UK University Ranking Reveals Global Health Neglect

Thursday, January 29, 2015

The United Kingdom’s top medical research universities spend just two per cent of their health research budgets on work related to health in developing countries, according to a study launched last week.

The UK University Global Health Research League Table is the first public index to assess and rank the UK’s top 25 universities — in terms of public funding for medical research — according to how much they spend on global health and neglected diseases as a proportion of their total medical research funding.

The data behind the table show how little goes on neglected diseases: the average spend is just 1.7 per cent of the total budget for academic medical research.

Funding is also skewed towards a handful of universities, according to the table, which was launched last week (21 January). Three-quarters of all UK research funding on neglected diseases is spent by five universities: the London School of Hygiene & Tropical Medicine, the University of Liverpool, the University of Oxford, Imperial College London, and King’s College London.

These five institutions spend between ten and 68 per cent of their medical research budgets on neglected diseases, with the London School of Hygiene & Tropical Medicine topping the rankings. But outside the top five, the numbers drop dramatically: 17 of the 25 universities assessed spend less than four per cent of their medical research funding on neglected diseases.

The project is a collaboration between Medsin-UK, a student global health network, and the UK branch of Universities Allied for Essential Medicines (UAEM), an international student-led NGO calling for global health research and intellectual property reform at universities.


▶ _TASK_:
For this exercise, write out the full listing that follows exactly and skip its pictures.

▶ _SOURCE INFORMATION_:

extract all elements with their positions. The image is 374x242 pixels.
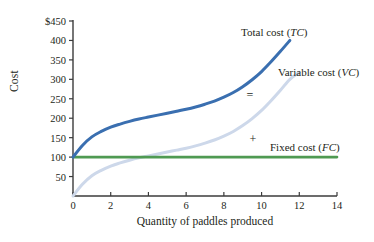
y-axis-tick-label: 350 <box>50 54 66 65</box>
fixed-cost-label-text: Fixed cost ( <box>270 141 322 153</box>
x-axis-tick-label: 6 <box>184 200 189 211</box>
total-cost-label-text: Total cost ( <box>241 26 290 38</box>
series-label-total-cost: Total cost (TC) <box>241 26 307 38</box>
series-label-fixed-cost: Fixed cost (FC) <box>270 141 340 153</box>
series-curve-variable-cost-vc <box>73 72 299 196</box>
y-axis-title: Cost <box>8 70 20 92</box>
plus-operator: + <box>248 133 258 145</box>
series-curves <box>73 40 337 196</box>
y-axis-tick-label: 100 <box>50 152 66 163</box>
y-axis-tick-label: 150 <box>50 132 66 143</box>
x-axis-tick-label: 0 <box>70 200 75 211</box>
x-axis-tick-label: 8 <box>221 200 226 211</box>
y-axis-tick-label: $450 <box>45 16 66 27</box>
variable-cost-label-text: Variable cost ( <box>278 66 342 78</box>
axes-group <box>73 20 337 196</box>
series-label-variable-cost: Variable cost (VC) <box>278 66 359 78</box>
variable-cost-label-symbol: VC <box>342 66 356 78</box>
y-axis-tick-label: 50 <box>56 171 67 182</box>
y-axis-tick-label: 200 <box>50 113 66 124</box>
fixed-cost-label-symbol: FC <box>322 141 336 153</box>
x-axis-tick-label: 2 <box>108 200 113 211</box>
y-axis-tick-label: 250 <box>50 93 66 104</box>
equals-operator: = <box>245 89 255 101</box>
variable-cost-label-tail: ) <box>356 66 360 78</box>
x-axis-tick-label: 12 <box>294 200 305 211</box>
x-axis-title: Quantity of paddles produced <box>73 215 337 227</box>
fixed-cost-label-tail: ) <box>336 141 340 153</box>
x-axis-tick-label: 4 <box>146 200 151 211</box>
cost-curves-chart: 50100150200250300350400$450 02468101214 … <box>0 0 374 242</box>
y-axis-tick-label: 300 <box>50 74 66 85</box>
y-axis-tick-label: 400 <box>50 35 66 46</box>
x-axis-tick-label: 14 <box>332 200 343 211</box>
x-axis-tick-label: 10 <box>256 200 267 211</box>
total-cost-label-tail: ) <box>304 26 308 38</box>
total-cost-label-symbol: TC <box>290 26 303 38</box>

▶ _RESPONSE AREA_:
extract all elements with their positions. The image is 374x242 pixels.
y-axis-tick-label: 350 <box>50 54 66 65</box>
fixed-cost-label-text: Fixed cost ( <box>270 141 322 153</box>
x-axis-tick-label: 6 <box>184 200 189 211</box>
total-cost-label-text: Total cost ( <box>241 26 290 38</box>
series-label-total-cost: Total cost (TC) <box>241 26 307 38</box>
series-label-fixed-cost: Fixed cost (FC) <box>270 141 340 153</box>
series-curve-variable-cost-vc <box>73 72 299 196</box>
y-axis-title: Cost <box>8 70 20 92</box>
plus-operator: + <box>248 133 258 145</box>
series-curves <box>73 40 337 196</box>
y-axis-tick-label: 100 <box>50 152 66 163</box>
y-axis-tick-label: 150 <box>50 132 66 143</box>
x-axis-tick-label: 0 <box>70 200 75 211</box>
x-axis-tick-label: 8 <box>221 200 226 211</box>
y-axis-tick-label: $450 <box>45 16 66 27</box>
variable-cost-label-text: Variable cost ( <box>278 66 342 78</box>
axes-group <box>73 20 337 196</box>
series-label-variable-cost: Variable cost (VC) <box>278 66 359 78</box>
variable-cost-label-symbol: VC <box>342 66 356 78</box>
y-axis-tick-label: 50 <box>56 171 67 182</box>
y-axis-tick-label: 200 <box>50 113 66 124</box>
fixed-cost-label-symbol: FC <box>322 141 336 153</box>
x-axis-tick-label: 2 <box>108 200 113 211</box>
y-axis-tick-label: 250 <box>50 93 66 104</box>
equals-operator: = <box>245 89 255 101</box>
variable-cost-label-tail: ) <box>356 66 360 78</box>
x-axis-tick-label: 12 <box>294 200 305 211</box>
x-axis-title: Quantity of paddles produced <box>73 215 337 227</box>
fixed-cost-label-tail: ) <box>336 141 340 153</box>
x-axis-tick-label: 4 <box>146 200 151 211</box>
cost-curves-chart: 50100150200250300350400$450 02468101214 … <box>0 0 374 242</box>
y-axis-tick-label: 300 <box>50 74 66 85</box>
y-axis-tick-label: 400 <box>50 35 66 46</box>
x-axis-tick-label: 14 <box>332 200 343 211</box>
x-axis-tick-label: 10 <box>256 200 267 211</box>
total-cost-label-tail: ) <box>304 26 308 38</box>
total-cost-label-symbol: TC <box>290 26 303 38</box>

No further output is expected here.